SPITZBERGEN—FISHING FLEET IN GREEN BAY.—From a Sketch by W. H. King, U. S. N.
SPITZBERGEN.
BY BARNET PHILLIPS.
The Norsemen were once the most famous of all sailors, and in the olden times they just laughed at the dangers of the sea. Not very long ago, by great good luck, there was found on the coast of Norway a small vessel which was hundreds and hundreds of years old, and by looking at the way it was built by the shipwrights of that time we learn that they were first-class mechanics, and knew all about clinker-built vessels.
Away off in the cold seas of the Arctic Ocean, about half way between the coasts of Norway and Greenland, there is a small archipelago, the best-known island of which is called Spitzbergen. Now the very name of this dreary spot suggests a chill and a shiver, for people say, when the fire in the house is out in winter, "It is as cold as Spitzbergen."
When the Norsemen first found this island nobody knows exactly; but it is highly probable that when they went over to Iceland, some seven hundred or eight hundred years ago, they came across it in their track. What is very certain, however, is that Barentz, one of the bravest and kindest of the old Dutch sailors and explorers, landed there in 1596; and what is quite as interesting is the fact that Henry Hudson went to Spitzbergen in 1607.
The island, though it abounds in the grandest scenery, is one of the coldest places on earth during the winter. Great mountains extend along the coast, divided by huge glaciers. Nobody has ever yet tried to travel into the interior, but it is known that there is a plateau or plain there some two thousand feet in height.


Pick the lines holding the string "name" out of the records and copy them.

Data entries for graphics
◇ ◇ ◇ ◇ ◇ ◇ ◇

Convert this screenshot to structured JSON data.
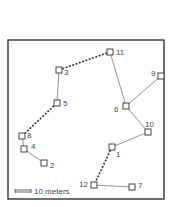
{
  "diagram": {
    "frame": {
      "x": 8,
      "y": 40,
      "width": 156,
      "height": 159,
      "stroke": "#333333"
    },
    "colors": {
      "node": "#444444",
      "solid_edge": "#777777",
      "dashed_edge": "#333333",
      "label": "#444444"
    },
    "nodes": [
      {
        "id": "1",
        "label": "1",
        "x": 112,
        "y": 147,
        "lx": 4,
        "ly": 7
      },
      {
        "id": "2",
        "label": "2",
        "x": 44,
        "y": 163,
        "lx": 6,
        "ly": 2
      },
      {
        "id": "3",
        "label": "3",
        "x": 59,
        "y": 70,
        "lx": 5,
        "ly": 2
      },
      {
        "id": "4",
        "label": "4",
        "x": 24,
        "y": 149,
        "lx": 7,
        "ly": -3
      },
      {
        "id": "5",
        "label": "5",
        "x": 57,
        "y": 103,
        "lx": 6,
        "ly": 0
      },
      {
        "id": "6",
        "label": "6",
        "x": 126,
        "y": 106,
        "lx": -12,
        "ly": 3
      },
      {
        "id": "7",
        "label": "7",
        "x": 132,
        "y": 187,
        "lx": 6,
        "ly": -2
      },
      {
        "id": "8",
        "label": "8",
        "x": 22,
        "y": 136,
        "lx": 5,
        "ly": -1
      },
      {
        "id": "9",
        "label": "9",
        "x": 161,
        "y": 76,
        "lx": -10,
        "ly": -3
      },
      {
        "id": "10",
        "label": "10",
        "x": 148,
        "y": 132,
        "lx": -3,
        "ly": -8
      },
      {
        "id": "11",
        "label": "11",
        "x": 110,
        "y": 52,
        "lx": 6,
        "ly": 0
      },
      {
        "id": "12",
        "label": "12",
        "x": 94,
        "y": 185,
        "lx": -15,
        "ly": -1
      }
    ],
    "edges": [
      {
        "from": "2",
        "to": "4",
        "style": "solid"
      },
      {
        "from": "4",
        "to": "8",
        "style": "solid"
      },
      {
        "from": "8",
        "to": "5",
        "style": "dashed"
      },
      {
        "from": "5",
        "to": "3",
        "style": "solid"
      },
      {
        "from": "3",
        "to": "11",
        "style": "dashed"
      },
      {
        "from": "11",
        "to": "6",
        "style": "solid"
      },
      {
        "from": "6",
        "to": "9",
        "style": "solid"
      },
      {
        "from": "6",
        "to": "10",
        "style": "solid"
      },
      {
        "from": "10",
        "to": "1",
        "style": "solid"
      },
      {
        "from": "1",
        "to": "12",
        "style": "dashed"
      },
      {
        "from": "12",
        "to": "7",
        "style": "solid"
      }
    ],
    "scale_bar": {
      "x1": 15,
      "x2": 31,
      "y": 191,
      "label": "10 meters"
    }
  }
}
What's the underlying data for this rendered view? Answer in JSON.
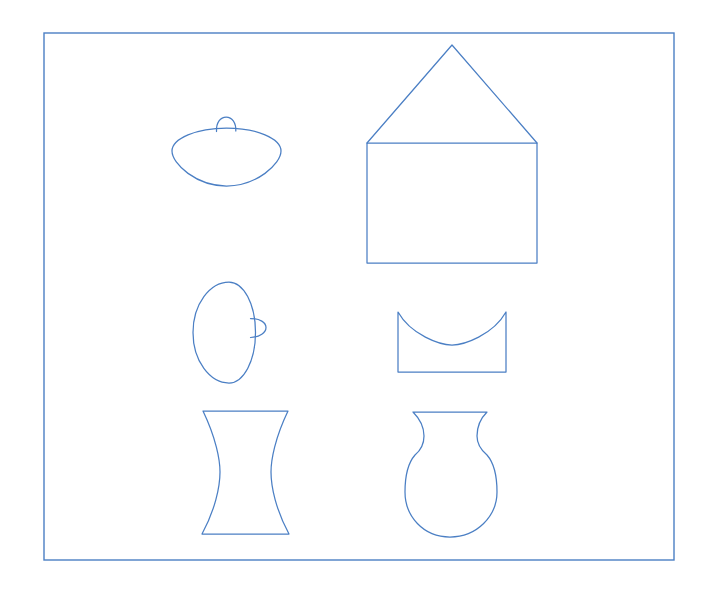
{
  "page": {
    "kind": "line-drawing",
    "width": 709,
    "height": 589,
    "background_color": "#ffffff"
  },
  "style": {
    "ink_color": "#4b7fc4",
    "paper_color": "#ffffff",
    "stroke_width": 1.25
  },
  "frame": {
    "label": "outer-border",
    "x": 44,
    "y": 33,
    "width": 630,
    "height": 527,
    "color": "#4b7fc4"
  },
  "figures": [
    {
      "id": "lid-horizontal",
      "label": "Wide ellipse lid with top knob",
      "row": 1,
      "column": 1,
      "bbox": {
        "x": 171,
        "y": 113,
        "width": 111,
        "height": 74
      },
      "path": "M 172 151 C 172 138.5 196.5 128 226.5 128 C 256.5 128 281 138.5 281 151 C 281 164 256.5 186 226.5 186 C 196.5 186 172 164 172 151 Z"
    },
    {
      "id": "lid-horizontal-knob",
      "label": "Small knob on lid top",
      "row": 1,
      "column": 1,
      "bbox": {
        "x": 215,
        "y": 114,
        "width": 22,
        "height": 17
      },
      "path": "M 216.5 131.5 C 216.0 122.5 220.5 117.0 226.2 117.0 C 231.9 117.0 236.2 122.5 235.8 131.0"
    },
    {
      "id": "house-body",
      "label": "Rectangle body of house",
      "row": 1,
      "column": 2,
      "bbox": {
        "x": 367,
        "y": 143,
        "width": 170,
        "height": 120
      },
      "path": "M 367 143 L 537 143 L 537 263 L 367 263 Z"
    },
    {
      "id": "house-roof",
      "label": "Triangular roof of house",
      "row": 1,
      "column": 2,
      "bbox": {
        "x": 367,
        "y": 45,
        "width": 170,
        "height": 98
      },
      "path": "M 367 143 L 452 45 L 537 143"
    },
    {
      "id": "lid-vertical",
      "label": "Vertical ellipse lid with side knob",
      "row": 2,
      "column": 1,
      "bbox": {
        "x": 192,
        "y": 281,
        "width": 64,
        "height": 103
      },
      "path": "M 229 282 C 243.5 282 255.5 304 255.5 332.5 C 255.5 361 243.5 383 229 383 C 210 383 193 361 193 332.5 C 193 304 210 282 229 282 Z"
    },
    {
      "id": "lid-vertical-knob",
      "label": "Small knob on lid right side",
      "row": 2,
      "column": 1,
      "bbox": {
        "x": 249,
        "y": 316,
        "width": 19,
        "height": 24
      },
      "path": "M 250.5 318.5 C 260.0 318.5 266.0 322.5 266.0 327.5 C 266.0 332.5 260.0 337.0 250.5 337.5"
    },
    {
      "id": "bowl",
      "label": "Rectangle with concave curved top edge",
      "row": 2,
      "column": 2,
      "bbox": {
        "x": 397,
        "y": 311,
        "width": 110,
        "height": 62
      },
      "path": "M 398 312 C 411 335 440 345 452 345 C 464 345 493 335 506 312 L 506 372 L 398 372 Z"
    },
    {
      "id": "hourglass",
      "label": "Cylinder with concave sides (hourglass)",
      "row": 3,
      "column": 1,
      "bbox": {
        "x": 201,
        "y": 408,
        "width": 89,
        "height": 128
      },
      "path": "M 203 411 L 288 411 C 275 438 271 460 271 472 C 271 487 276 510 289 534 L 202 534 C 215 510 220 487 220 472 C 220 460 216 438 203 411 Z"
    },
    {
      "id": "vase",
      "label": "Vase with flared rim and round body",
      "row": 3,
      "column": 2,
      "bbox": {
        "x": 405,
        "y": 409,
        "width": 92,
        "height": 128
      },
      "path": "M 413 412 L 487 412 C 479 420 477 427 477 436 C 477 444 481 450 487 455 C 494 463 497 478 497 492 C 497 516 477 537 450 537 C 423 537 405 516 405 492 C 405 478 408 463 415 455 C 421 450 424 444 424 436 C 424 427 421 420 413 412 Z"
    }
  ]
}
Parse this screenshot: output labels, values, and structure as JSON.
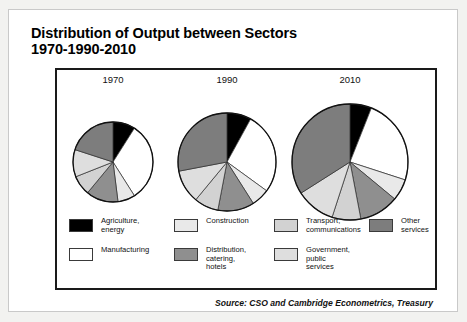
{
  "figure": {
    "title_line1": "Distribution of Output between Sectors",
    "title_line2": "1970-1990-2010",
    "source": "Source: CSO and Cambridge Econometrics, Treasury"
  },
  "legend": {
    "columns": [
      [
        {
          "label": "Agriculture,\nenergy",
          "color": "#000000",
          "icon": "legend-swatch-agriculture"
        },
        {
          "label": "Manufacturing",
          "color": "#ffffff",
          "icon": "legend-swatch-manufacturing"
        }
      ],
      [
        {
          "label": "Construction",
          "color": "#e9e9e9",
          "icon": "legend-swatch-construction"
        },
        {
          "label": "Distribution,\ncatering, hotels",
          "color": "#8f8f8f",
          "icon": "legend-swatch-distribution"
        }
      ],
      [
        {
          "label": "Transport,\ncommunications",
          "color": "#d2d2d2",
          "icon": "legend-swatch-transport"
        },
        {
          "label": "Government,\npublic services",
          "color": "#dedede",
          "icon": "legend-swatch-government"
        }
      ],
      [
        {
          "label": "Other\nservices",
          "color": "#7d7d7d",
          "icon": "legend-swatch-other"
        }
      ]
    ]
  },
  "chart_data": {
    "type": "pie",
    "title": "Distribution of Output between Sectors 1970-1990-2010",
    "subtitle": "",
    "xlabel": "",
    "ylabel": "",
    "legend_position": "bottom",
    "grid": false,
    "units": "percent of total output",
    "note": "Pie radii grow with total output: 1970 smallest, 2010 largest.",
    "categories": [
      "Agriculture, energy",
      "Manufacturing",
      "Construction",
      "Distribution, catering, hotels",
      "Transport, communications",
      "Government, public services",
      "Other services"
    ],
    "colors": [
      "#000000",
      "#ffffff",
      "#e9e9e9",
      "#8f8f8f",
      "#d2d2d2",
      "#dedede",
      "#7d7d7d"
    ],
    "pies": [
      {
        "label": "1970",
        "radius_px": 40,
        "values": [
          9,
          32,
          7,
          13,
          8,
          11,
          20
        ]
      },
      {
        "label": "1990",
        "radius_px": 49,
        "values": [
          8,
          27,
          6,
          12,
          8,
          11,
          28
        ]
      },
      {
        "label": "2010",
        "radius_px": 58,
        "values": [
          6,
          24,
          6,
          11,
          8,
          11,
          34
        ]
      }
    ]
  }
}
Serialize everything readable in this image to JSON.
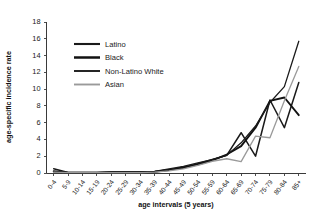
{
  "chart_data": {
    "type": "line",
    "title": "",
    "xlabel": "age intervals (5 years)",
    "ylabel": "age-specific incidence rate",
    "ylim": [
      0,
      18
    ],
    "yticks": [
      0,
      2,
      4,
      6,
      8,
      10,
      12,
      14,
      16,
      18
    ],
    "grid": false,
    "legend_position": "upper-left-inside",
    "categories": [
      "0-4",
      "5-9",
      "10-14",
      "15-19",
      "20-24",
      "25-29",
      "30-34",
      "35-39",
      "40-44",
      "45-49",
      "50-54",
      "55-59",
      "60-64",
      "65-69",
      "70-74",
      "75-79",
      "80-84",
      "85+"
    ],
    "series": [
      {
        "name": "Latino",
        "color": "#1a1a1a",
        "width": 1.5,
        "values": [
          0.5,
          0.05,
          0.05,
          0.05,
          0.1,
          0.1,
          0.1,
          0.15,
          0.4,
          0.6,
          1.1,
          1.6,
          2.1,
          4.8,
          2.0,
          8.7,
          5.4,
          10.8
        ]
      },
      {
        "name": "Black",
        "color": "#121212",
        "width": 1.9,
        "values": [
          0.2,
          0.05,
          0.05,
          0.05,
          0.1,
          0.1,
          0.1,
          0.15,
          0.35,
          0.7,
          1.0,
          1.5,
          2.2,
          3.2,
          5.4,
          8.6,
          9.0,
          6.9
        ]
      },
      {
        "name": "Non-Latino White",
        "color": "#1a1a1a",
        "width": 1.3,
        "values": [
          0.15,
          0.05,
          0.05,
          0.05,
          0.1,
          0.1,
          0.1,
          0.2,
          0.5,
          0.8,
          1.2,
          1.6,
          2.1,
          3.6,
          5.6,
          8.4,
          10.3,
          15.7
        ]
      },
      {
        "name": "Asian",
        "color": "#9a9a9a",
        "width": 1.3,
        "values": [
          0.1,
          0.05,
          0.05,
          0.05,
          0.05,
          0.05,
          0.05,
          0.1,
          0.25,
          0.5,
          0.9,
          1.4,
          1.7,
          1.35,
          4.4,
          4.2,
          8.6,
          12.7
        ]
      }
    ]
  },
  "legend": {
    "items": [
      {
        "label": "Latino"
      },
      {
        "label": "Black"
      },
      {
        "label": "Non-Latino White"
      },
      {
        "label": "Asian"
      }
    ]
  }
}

◇ ◇ ◇ ◇ ◇ ◇ ◇

◆ The answer:
        "name": "Latino",
        "name": "Black",
        "name": "Non-Latino White",
        "name": "Asian",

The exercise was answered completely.